The FCC today issued an order finding a broadcaster apparently liable for a $4,000 fine for broadcasting telephone conversations without giving prior notice of its intention to do so. This order provides some important lessons for reporters who may want to incorporate actual telephone conversations into their broadcast packages.
Television and radio stations, as FCC licensees, are subject to a rule prohibiting the broadcast of telephone conversations without prior notice. Section 73.1206 provides:
Before recording a telephone conversation for broadcast, or broadcasting such a conversation simultaneously with its occurrence, a licensee shall inform any party to the call of the licensee’s intention to broadcast the conversation, except where such party is aware, or may be presumed to be aware from the circumstances of the conversation, that it is being or likely will be broadcast.
In finding the broadcaster liable for a fine under this rule, the FCC rejected the station's argument that the notice requirement embodied in the rule could be disregarded because the person recorded was a public official.
Although this rule is most commonly implicated by radio on-air personalities who broadcast telephone conversations with listeners who call in, it may affect reporters as well. If, as part of your news story, you want to include all or a portion of a telephone conversation you had with a source, you must be sure to inform your source that you may broadcast the conversation before you begin recording. Thus, it would violate the rule to start recording without the source's knowledge and then, once you obtain a quote you would like to use in your story, belatedly ask the source for permission to broadcast the conversation.

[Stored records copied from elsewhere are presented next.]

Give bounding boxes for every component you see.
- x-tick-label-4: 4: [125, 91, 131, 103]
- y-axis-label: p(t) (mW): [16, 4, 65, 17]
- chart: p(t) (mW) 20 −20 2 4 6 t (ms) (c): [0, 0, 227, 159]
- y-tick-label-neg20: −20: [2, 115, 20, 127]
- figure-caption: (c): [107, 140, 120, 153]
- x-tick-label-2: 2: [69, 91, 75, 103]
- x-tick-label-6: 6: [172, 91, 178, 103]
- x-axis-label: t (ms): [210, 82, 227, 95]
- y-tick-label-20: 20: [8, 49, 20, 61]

It is important to recognize that this rule applies only to telephone conversations. It does not affect your ability to broadcast surreptitious recordings of in-person conversations, for example as part of investigative pieces. Your ability to make or use those recordings will be governed by state and federal wiretapping statutes, as well as the common law of invasion of privacy. Thus, while it may well be that in certain states a reporter will be within his or her rights to record a telephone conversation without the consent of the other party to the conversation, the reporter may may not broadcast the recording over the air.